Obama to put focus on economy, jobs
By The Washington Post
Published: Sunday, February 10, 2013, 12:01 a.m.
Updated: Sunday, February 10, 2013
WASHINGTON — President Obama will concentrate his State of the Union speech Tuesday on the economy, shifting the emphasis away from the broad social agenda of his second inaugural address to refocus attention on a set of problems that vexed his first term.
Several senior administration officials involved in the speech say he will use his fourth State of the Union address to talk about jobs after the national unemployment rate ticked up last month. He will propose ways to make college more affordable to more people. And, the officials said, he will argue for the need to spend public money — on research, on roads, on education — to prepare Americans for a world where a warming climate, a nomadic labor force and new technology are shutting doors and opening new ones across the national economy.
“Our single biggest remaining challenge is to get our economy in a place where the middle class is feeling less squeezed, where incomes sustain families,” said a senior administration official who spoke on the condition of anonymity to describe the address based on drafts, marked up with highlighters, that were circulating among senior staff members late this past week.
“This project is not complete, by any means,” the official added.
With his popularity up in recent polls, Obama made the back-to-basics approach clear last week in a meeting with House Democrats, whose inconsistent support will need firming up if his full domestic agenda has any hope of succeeding.
He told lawmakers at a Thursday policy retreat in Virginia that his second-term priority “starts with an economy that works for everybody,” adding that “our economy succeeds and our economy grows when everybody is getting a fair shot.”
“That is a growth agenda — not just an equity agenda, not just a fairness agenda,” Obama said, adding that on Tuesday “I'm going to be talking about job creation right here in the United States of America.”

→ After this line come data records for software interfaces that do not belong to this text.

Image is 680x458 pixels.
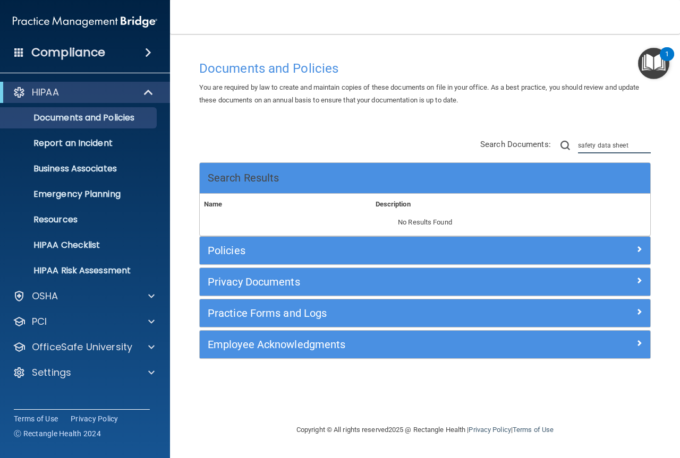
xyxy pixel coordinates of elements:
p: HIPAA Checklist [7,240,152,251]
p: PCI [32,315,47,328]
a: Terms of Use [14,414,58,424]
a: OfficeSafe University [13,341,154,354]
a: Settings [13,366,154,379]
p: HIPAA Risk Assessment [7,265,152,276]
span: You are required by law to create and maintain copies of these documents on file in your office. ... [199,83,639,104]
th: Name [200,194,371,216]
h5: Employee Acknowledgments [208,339,529,350]
span: Search Documents: [480,140,551,149]
span: Ⓒ Rectangle Health 2024 [14,428,101,439]
a: OSHA [13,290,154,303]
p: No Results Found [200,216,650,229]
h4: Compliance [31,45,105,60]
a: Privacy Policy [468,426,510,434]
th: Description [371,194,650,216]
a: Policies [208,242,642,259]
a: HIPAA [13,86,154,99]
p: Resources [7,214,152,225]
button: Open Resource Center, 1 new notification [638,48,669,79]
h4: Documents and Policies [199,62,650,75]
a: Privacy Documents [208,273,642,290]
img: PMB logo [13,11,157,32]
h5: Policies [208,245,529,256]
a: Practice Forms and Logs [208,305,642,322]
p: Documents and Policies [7,113,152,123]
div: 1 [665,54,668,68]
p: HIPAA [32,86,59,99]
a: Terms of Use [512,426,553,434]
div: Search Results [200,163,650,194]
a: Employee Acknowledgments [208,336,642,353]
input: Search [578,138,650,153]
p: Settings [32,366,71,379]
h5: Practice Forms and Logs [208,307,529,319]
p: OSHA [32,290,58,303]
h5: Privacy Documents [208,276,529,288]
div: Copyright © All rights reserved 2025 @ Rectangle Health | | [231,413,619,447]
p: Business Associates [7,164,152,174]
p: OfficeSafe University [32,341,132,354]
p: Report an Incident [7,138,152,149]
a: PCI [13,315,154,328]
img: ic-search.3b580494.png [560,141,570,150]
a: Privacy Policy [71,414,118,424]
p: Emergency Planning [7,189,152,200]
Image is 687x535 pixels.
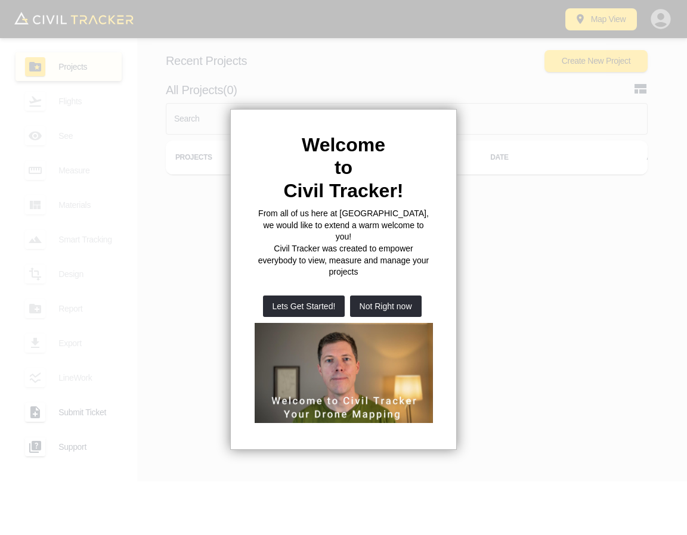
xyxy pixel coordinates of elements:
[254,243,432,278] p: Civil Tracker was created to empower everybody to view, measure and manage your projects
[350,296,421,317] button: Not Right now
[254,208,432,243] p: From all of us here at [GEOGRAPHIC_DATA], we would like to extend a warm welcome to you!
[254,323,433,423] iframe: Welcome to Civil Tracker
[254,156,432,179] h2: to
[254,133,432,156] h2: Welcome
[263,296,345,317] button: Lets Get Started!
[254,179,432,202] h2: Civil Tracker!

A president's first State of the Union speech following re-election has historically been his most ambitious — other than, perhaps, his first. Since it follows an inaugural address, it also gives a president a rare pair of opportunities, just weeks apart, to present the essence of a second-term program.
Many, though, have proved forgettable — more prose than poetry, and more ambition than practicality in actually presenting achievable goals. This may be one of Obama's last meaningful formal addresses on his domestic agenda, given that a second-term president's political power at home tends to ebb sharply after midterm elections.

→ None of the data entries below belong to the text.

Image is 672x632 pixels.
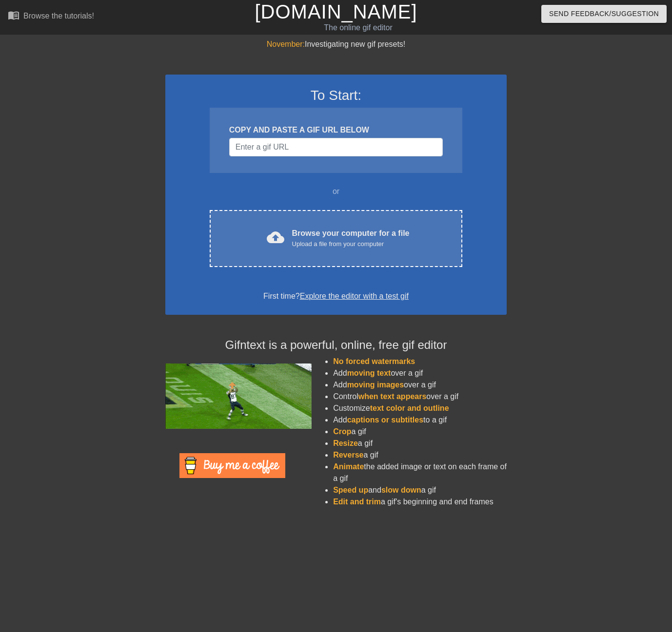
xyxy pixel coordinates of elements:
[333,427,352,436] span: Crop
[549,8,659,20] span: Send Feedback/Suggestion
[190,186,482,197] div: or
[333,391,507,403] li: Control over a gif
[347,416,423,424] span: captions or subtitles
[229,124,443,136] div: COPY AND PASTE A GIF URL BELOW
[333,357,415,365] span: No forced watermarks
[333,496,507,508] li: a gif's beginning and end frames
[8,9,20,21] span: menu_book
[333,379,507,391] li: Add over a gif
[165,39,507,50] div: Investigating new gif presets!
[333,451,364,459] span: Reverse
[333,449,507,461] li: a gif
[541,5,667,23] button: Send Feedback/Suggestion
[333,462,364,471] span: Animate
[358,393,426,400] span: when text appears
[179,453,285,478] img: Buy Me A Coffee
[178,87,494,104] h3: To Start:
[370,404,449,412] span: text color and outline
[165,363,312,429] img: football_small.gif
[333,403,507,414] li: Customize
[347,381,404,389] span: moving images
[333,461,507,485] li: the added image or text on each frame of a gif
[333,414,507,426] li: Add to a gif
[229,138,443,157] input: Username
[333,486,368,494] span: Speed up
[333,498,381,505] span: Edit and trim
[267,40,305,48] span: November:
[228,22,487,34] div: The online gif editor
[347,369,391,377] span: moving text
[292,227,409,249] div: Browse your computer for a file
[333,485,507,496] li: and a gif
[23,12,94,20] div: Browse the tutorials!
[382,486,421,494] span: slow down
[333,426,507,437] li: a gif
[267,228,284,246] span: cloud_upload
[333,368,507,379] li: Add over a gif
[333,439,358,448] span: Resize
[292,239,409,249] div: Upload a file from your computer
[8,9,94,24] a: Browse the tutorials!
[300,292,408,301] a: Explore the editor with a test gif
[178,290,494,302] div: First time?
[333,437,507,449] li: a gif
[165,338,507,352] h4: Gifntext is a powerful, online, free gif editor
[254,1,417,22] a: [DOMAIN_NAME]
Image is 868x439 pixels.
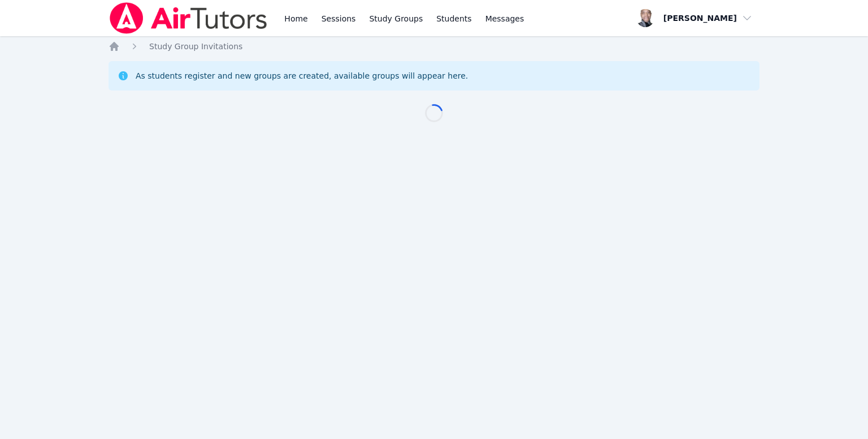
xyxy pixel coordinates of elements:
img: Air Tutors [108,2,268,34]
div: As students register and new groups are created, available groups will appear here. [136,70,468,81]
nav: Breadcrumb [108,41,760,52]
span: Study Group Invitations [149,42,242,51]
a: Study Group Invitations [149,41,242,52]
span: Messages [486,13,525,24]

Most first-of-the-second-term States of the Union also share an essential frame of reference, one that emphasizes first-term successes and the unfinished agenda ahead. As President Ronald Reagan noted in his 1985 address, which followed a first term defined by a slow economic recovery: “We have begun well. But it's only a beginning.”
Beyond that basic frame, however, post-re-election State of the Union speeches vary based on whether a president wants to signal a grand ambition — as Reagan did on tax policy in 1985 and George W. Bush did two decades later in pledging Social Security changes — or a litany of policies such as those that defined Bill Clinton's long-winded 1997 address.

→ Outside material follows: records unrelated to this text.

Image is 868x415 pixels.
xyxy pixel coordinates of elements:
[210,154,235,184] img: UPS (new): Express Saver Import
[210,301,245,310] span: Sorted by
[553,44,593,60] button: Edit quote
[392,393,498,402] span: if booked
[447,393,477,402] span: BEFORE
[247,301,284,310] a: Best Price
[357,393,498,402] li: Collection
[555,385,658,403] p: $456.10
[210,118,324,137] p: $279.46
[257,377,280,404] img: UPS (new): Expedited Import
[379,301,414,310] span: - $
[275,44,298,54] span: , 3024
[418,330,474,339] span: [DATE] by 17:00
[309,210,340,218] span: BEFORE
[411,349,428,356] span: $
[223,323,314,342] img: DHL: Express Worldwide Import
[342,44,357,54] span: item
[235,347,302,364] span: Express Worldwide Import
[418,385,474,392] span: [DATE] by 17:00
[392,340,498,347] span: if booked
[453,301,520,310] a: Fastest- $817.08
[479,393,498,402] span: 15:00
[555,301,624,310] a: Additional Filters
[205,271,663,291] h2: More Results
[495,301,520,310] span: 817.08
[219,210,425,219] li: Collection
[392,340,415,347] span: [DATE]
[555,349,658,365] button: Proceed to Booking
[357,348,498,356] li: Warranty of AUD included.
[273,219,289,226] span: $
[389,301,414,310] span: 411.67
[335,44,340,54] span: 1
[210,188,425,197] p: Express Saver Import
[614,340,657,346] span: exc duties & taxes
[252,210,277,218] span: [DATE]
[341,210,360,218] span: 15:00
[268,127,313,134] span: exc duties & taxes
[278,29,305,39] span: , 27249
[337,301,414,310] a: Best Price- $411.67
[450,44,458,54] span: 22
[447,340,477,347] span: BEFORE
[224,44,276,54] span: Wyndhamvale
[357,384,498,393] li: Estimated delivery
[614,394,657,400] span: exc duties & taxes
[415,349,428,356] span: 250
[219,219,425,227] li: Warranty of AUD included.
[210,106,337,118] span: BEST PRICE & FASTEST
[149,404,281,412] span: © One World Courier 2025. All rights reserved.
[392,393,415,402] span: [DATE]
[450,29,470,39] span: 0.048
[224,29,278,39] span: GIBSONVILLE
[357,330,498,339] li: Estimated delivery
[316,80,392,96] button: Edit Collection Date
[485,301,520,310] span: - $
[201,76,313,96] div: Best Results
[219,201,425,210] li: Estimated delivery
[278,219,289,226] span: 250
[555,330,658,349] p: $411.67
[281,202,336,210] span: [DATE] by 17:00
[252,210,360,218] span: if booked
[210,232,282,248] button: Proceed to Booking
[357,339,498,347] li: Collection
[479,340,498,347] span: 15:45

White House officials view Obama's back-to-back speeches as essentially one — a thematic prologue, delivered on Inauguration Day, followed by a prescriptive second chapter detailing the president's view of the country's economy.
In that speech, Obama argued stridently for social equality through an expansion of gay rights, citizenship for undocumented immigrants, and the moral imperative of reducing gun violence and confronting climate change. White House officials acknowledge that he may have overshadowed his underlying message of economic fairness as a result.
On Tuesday evening, Obama will mention issues such as gun control, immigration and climate change primarily in an economic context: job opportunities in clean-energy technology, the fair-play benefits of a legal labor force, and safe schools as a way to drive economic growth.